200th Anniversary of the abolition of the British slave trade
Scott Horton writes on Balkinization: Two Hundred Years Ago Today, the Global Campaign for Human Rights Achieved Its First Victory ... Today the cause of universal human rights celebrates an important anniversary. On this day two hundred years ago, the Parliament at Westminster voted an act for the abolition of the slave trade. A few decades later, Parliament also voted the manumission of slaves throughout the British Empire. By that time, in the 1830's, the trafficking in slaves was viewed as a jus cogens crime by legal scholars around the world and the global movement to abolish slavery altogether was well launched.
Charting the origins of the modern human rights movement is an exercise in an uncertain and problematic geography, but if we follow it back along its swiftest channels to its ultimate source, past the American Civil Rights movement, the cause of voting rights for women, the great American abolitionist movement of the first half of the nineteenth century, we inevitably come to William Wilberforce and his sisters and brethren who launched the effort to ban the slave trade. Of course there were the French and American Revolutions with their call for the rights of man; there was Jean-Jacques Rousseau's theory of social contract and Immanuel Kant's conceptualization of a philosophy of right. These things have their vital role. -- Balkinization
Wilberforce is remembered on 30 July each year in the Episcopal Church. On that day, the prayer is "Let your continual mercy, O Lord, enkindle in your Church the never-failing gift of love, that, following the example of your servant William Wilberforce, we may have grace to defend the children of the poor, and maintain the cause of those who have no helper; for the sake of him who gave his life for us, your Son our Savior Jesus Christ, who lives and reigns with you and the Holy Spirit, one God, now and for ever." Whether they are Christians or not, that is what civil rights lawyers do and should be doing: defending the children of the poor, and maintaining the cause of those who have no helper.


_Exercise requirements:_
From the first line to the last, repeat the records exactly and skip the pictures.

(Data about app and page elements)
Start of Block

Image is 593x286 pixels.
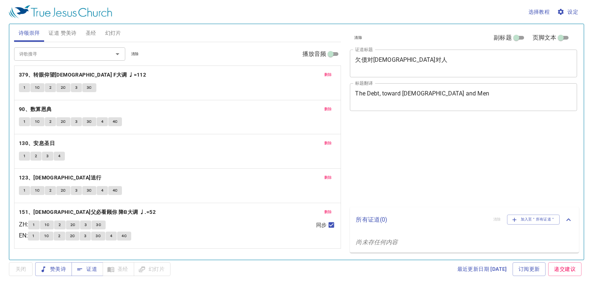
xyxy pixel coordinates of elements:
[23,153,26,160] span: 1
[512,216,555,223] span: 加入至＂所有证道＂
[356,239,398,246] i: 尚未存任何内容
[96,233,101,240] span: 3C
[86,29,96,38] span: 圣经
[58,153,60,160] span: 4
[9,5,112,19] img: True Jesus Church
[320,139,336,148] button: 删除
[58,233,60,240] span: 2
[66,221,80,230] button: 2C
[96,222,101,229] span: 3C
[35,187,40,194] span: 1C
[316,222,326,229] span: 同步
[45,83,56,92] button: 2
[454,263,510,276] a: 最近更新日期 [DATE]
[28,221,39,230] button: 1
[113,119,118,125] span: 4C
[105,29,121,38] span: 幻灯片
[525,5,553,19] button: 选择教程
[532,33,556,42] span: 页脚文本
[347,119,532,205] iframe: from-child
[507,215,560,224] button: 加入至＂所有证道＂
[512,263,546,276] a: 订阅更新
[82,83,96,92] button: 3C
[49,187,51,194] span: 2
[324,174,332,181] span: 删除
[19,152,30,161] button: 1
[30,83,44,92] button: 1C
[117,232,131,241] button: 4C
[19,208,156,217] b: 151、[DEMOGRAPHIC_DATA]父必看顾你 降B大调 ♩.=52
[101,187,103,194] span: 4
[19,117,30,126] button: 1
[108,117,122,126] button: 4C
[19,139,56,148] button: 130、安息圣日
[350,207,579,232] div: 所有证道(0)清除加入至＂所有证道＂
[87,187,92,194] span: 3C
[75,119,77,125] span: 3
[112,49,123,59] button: Open
[80,221,91,230] button: 3
[19,173,102,183] b: 123、[DEMOGRAPHIC_DATA]送行
[77,265,97,274] span: 证道
[56,186,70,195] button: 2C
[35,119,40,125] span: 1C
[19,70,146,80] b: 379、转眼仰望[DEMOGRAPHIC_DATA] F大调 ♩=112
[19,29,40,38] span: 诗颂崇拜
[324,140,332,147] span: 删除
[356,216,487,224] p: 所有证道 ( 0 )
[28,232,39,241] button: 1
[106,232,117,241] button: 4
[101,119,103,125] span: 4
[30,152,41,161] button: 2
[19,173,103,183] button: 123、[DEMOGRAPHIC_DATA]送行
[56,117,70,126] button: 2C
[71,83,82,92] button: 3
[84,233,86,240] span: 3
[23,187,26,194] span: 1
[56,83,70,92] button: 2C
[35,263,72,276] button: 赞美诗
[113,187,118,194] span: 4C
[71,263,103,276] button: 证道
[528,7,550,17] span: 选择教程
[40,221,54,230] button: 1C
[355,56,572,70] textarea: 欠债对[DEMOGRAPHIC_DATA]对人
[558,7,578,17] span: 设定
[320,208,336,217] button: 删除
[19,139,55,148] b: 130、安息圣日
[110,233,112,240] span: 4
[41,265,66,274] span: 赞美诗
[87,84,92,91] span: 3C
[555,5,581,19] button: 设定
[44,233,49,240] span: 1C
[320,105,336,114] button: 删除
[320,173,336,182] button: 删除
[61,84,66,91] span: 2C
[45,186,56,195] button: 2
[82,117,96,126] button: 3C
[19,220,28,229] p: ZH :
[33,222,35,229] span: 1
[355,90,572,104] textarea: The Debt, toward [DEMOGRAPHIC_DATA] and Men
[54,152,65,161] button: 4
[548,263,581,276] a: 递交建议
[92,221,106,230] button: 3C
[35,153,37,160] span: 2
[46,153,49,160] span: 3
[320,70,336,79] button: 删除
[19,105,52,114] b: 90、数算恩典
[61,119,66,125] span: 2C
[49,29,76,38] span: 证道 赞美诗
[30,186,44,195] button: 1C
[302,50,326,59] span: 播放音频
[350,33,366,42] button: 清除
[19,70,147,80] button: 379、转眼仰望[DEMOGRAPHIC_DATA] F大调 ♩=112
[71,117,82,126] button: 3
[97,117,108,126] button: 4
[324,209,332,216] span: 删除
[23,119,26,125] span: 1
[49,84,51,91] span: 2
[324,71,332,78] span: 删除
[19,83,30,92] button: 1
[42,152,53,161] button: 3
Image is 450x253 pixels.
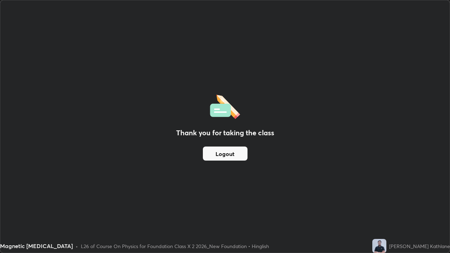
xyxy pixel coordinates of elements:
[176,127,274,138] h2: Thank you for taking the class
[76,242,78,250] div: •
[372,239,386,253] img: 191c609c7ab1446baba581773504bcda.jpg
[203,146,247,161] button: Logout
[210,92,240,119] img: offlineFeedback.1438e8b3.svg
[389,242,450,250] div: [PERSON_NAME] Kathlane
[81,242,269,250] div: L26 of Course On Physics for Foundation Class X 2 2026_New Foundation • Hinglish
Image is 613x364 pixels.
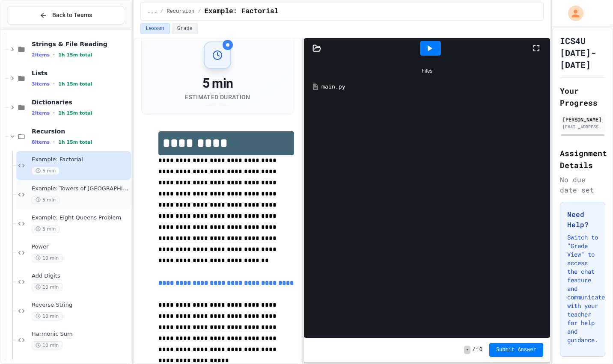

End of Block

_Solution to the exercise:_
Image is 593x286 pixels.
xyxy pixel coordinates of elements:
[23,153,26,160] span: 1
[512,216,555,223] span: 加入至＂所有证道＂
[356,239,398,246] i: 尚未存任何内容
[96,233,101,240] span: 3C
[86,29,96,38] span: 圣经
[58,153,60,160] span: 4
[9,5,112,19] img: True Jesus Church
[320,139,336,148] button: 删除
[58,233,60,240] span: 2
[66,221,80,230] button: 2C
[96,222,101,229] span: 3C
[35,187,40,194] span: 1C
[316,222,326,229] span: 同步
[45,83,56,92] button: 2
[454,263,510,276] a: 最近更新日期 [DATE]
[28,221,39,230] button: 1
[113,119,118,125] span: 4C
[105,29,121,38] span: 幻灯片
[525,5,553,19] button: 选择教程
[532,33,556,42] span: 页脚文本
[347,119,532,205] iframe: from-child
[507,215,560,224] button: 加入至＂所有证道＂
[512,263,546,276] a: 订阅更新
[82,83,96,92] button: 3C
[49,187,51,194] span: 2
[324,174,332,181] span: 删除
[19,152,30,161] button: 1
[30,83,44,92] button: 1C
[117,232,131,241] button: 4C
[19,208,156,217] b: 151、[DEMOGRAPHIC_DATA]父必看顾你 降B大调 ♩.=52
[101,187,103,194] span: 4
[19,117,30,126] button: 1
[108,117,122,126] button: 4C
[19,139,56,148] button: 130、安息圣日
[350,207,579,232] div: 所有证道(0)清除加入至＂所有证道＂
[87,187,92,194] span: 3C
[75,119,77,125] span: 3
[112,49,123,59] button: Open
[80,221,91,230] button: 3
[19,173,102,183] b: 123、[DEMOGRAPHIC_DATA]送行
[77,265,97,274] span: 证道
[56,186,70,195] button: 2C
[35,119,40,125] span: 1C
[19,70,146,80] b: 379、转眼仰望[DEMOGRAPHIC_DATA] F大调 ♩=112
[19,29,40,38] span: 诗颂崇拜
[324,140,332,147] span: 删除
[356,216,487,224] p: 所有证道 ( 0 )
[28,232,39,241] button: 1
[106,232,117,241] button: 4
[101,119,103,125] span: 4
[30,152,41,161] button: 2
[19,173,103,183] button: 123、[DEMOGRAPHIC_DATA]送行
[56,117,70,126] button: 2C
[71,83,82,92] button: 3
[84,233,86,240] span: 3
[23,187,26,194] span: 1
[56,83,70,92] button: 2C
[35,263,72,276] button: 赞美诗
[113,187,118,194] span: 4C
[71,263,103,276] button: 证道
[528,7,550,17] span: 选择教程
[40,221,54,230] button: 1C
[355,56,572,70] textarea: 欠债对[DEMOGRAPHIC_DATA]对人
[558,7,578,17] span: 设定
[320,208,336,217] button: 删除
[19,139,55,148] b: 130、安息圣日
[110,233,112,240] span: 4
[41,265,66,274] span: 赞美诗
[87,84,92,91] span: 3C
[555,5,581,19] button: 设定
[44,233,49,240] span: 1C
[320,105,336,114] button: 删除
[320,173,336,182] button: 删除
[61,84,66,91] span: 2C
[45,186,56,195] button: 2
[82,117,96,126] button: 3C
[19,220,28,229] p: ZH :
[33,222,35,229] span: 1
[355,90,572,104] textarea: The Debt, toward [DEMOGRAPHIC_DATA] and Men
[54,152,65,161] button: 4
[548,263,581,276] a: 递交建议
[92,221,106,230] button: 3C
[35,153,37,160] span: 2
[46,153,49,160] span: 3
[320,70,336,79] button: 删除
[19,105,52,114] b: 90、数算恩典
[61,119,66,125] span: 2C
[49,29,76,38] span: 证道 赞美诗
[30,186,44,195] button: 1C
[302,50,326,59] span: 播放音频
[350,33,366,42] button: 清除
[19,70,147,80] button: 379、转眼仰望[DEMOGRAPHIC_DATA] F大调 ♩=112
[71,117,82,126] button: 3
[97,117,108,126] button: 4
[324,209,332,216] span: 删除
[23,119,26,125] span: 1
[49,84,51,91] span: 2
[324,71,332,78] span: 删除
[19,83,30,92] button: 1
[42,152,53,161] button: 3
Image is 450x253 pixels.
xyxy pixel coordinates of elements:
[176,127,274,138] h2: Thank you for taking the class
[76,242,78,250] div: •
[372,239,386,253] img: 191c609c7ab1446baba581773504bcda.jpg
[203,146,247,161] button: Logout
[210,92,240,119] img: offlineFeedback.1438e8b3.svg
[389,242,450,250] div: [PERSON_NAME] Kathlane
[81,242,269,250] div: L26 of Course On Physics for Foundation Class X 2 2026_New Foundation • Hinglish
Image is 613x364 pixels.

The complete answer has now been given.